The little boy giggled delighted with the attention.

"Dinner will be on the table in ten minutes," Bonnie said. "Tad needs to wash his face and hands before dinner."

"Scoot, kiddo, or your mommy might make you wash behind your ears," his father said. "I'll get the ice cream in the freezer for later."

"Daddy, Daddy, mommy told me that you caught two touchdowns in your high school's championship game. You scored two touchdowns? Your team won?" little Tad said excitedly.

"Yes, I did. Not much to tell. We beat Duval 14-0. I caught not one but two touchdown passes that day."

"Wow! My father is a football hero," Tad said.

At eight years old Tad was old enough to watch football with his father on Sunday afternoon. His father was busy explaining the game to him. He'd figured out baseball by that time, but football was still confusing to him. There was a lot going on at the same time.

"OK, squirt, go wash your hands and get ready for dinner," his father said.

Little Tad scurried away to follow orders and Tad senior helped his very pregnant wife up out of the chair.

"How's the baby today?" Tad asked.

"Busy. George is going to be a kicker, Tad. No doubt about it."

Tad laughed. The baby had been very active. They held hands and Tad smiled at his wife.

Happiness for them was being together with their son.

"Hey, Bonner, when are you going to tell your son that his mother was the quarterback who threw his daddy those game winning passes?"

Bonnie laughed loudly.

The memory of those days were still fresh in her mind.

From my writer's desk:

Bonner was biologically a woman. Was she a woman who loved football and jumped at a chance to play the game that only boys get to play, or might Bonner be trans?

Does it matter?

Women fought and died in the Revolutionary War.
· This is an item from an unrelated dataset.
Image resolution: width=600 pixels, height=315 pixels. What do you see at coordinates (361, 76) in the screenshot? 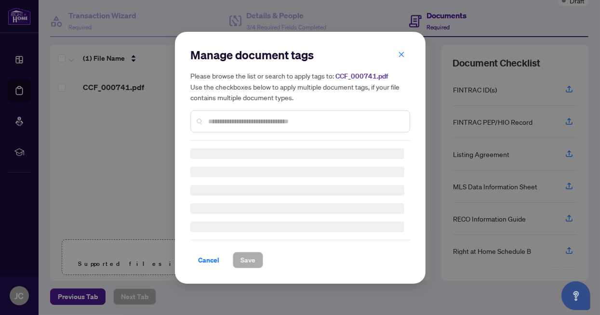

Were these trans men of the day? Women also fought and died in the United States Civil War. Could they have been the trans men of the day, or were they women, every bit as determined as men to contribute to the war effort?

Does that matter?

In Europe women have always been part of the vanguard fighting in wars against dictators and tyrants.

Joan of Arc was one of these. Men burned her alive.

Men have limited the power of women in the U.S. for most of its history. They denied women the vote until 1919, when women took to the streets to demand it.

Fifty years ago it was illegal to be LGBTQ. The word homosexual covered everyone with any queer notions.

The same men who counted black men as three fifths of a person, also wrote, "All men are created equal."

It should read, 'All white men are created more equal,' women, queers, Native peoples, not so much. Asians got a law of their own to deny them citizenship.

Why do the old white men in power hate so many people who make up America?

The party dominated by old white men has made life miserable for our trans brothers and sisters. Trans citizens are treated like homosexuals were treated fifty years ago. Can you imagine the courage it takes to come out as trans? Trans women are murdered at an alarming rate.

Fifty years ago this past June, trans women decided that they'd had enough of police brutality. When the police came to arrest them, they fought back. These people were fighting for their lives. There were fires, overturned cars, and many injuries, but in the end the trans women won out, and as a result, after this battle known as the Stonewall riots, homosexuality was no longer illegal and the modern gay movement began.

When we stand together as one, we become as strong as, if not stronger than, the old white men in power.

We need to demand equal rights for everyone.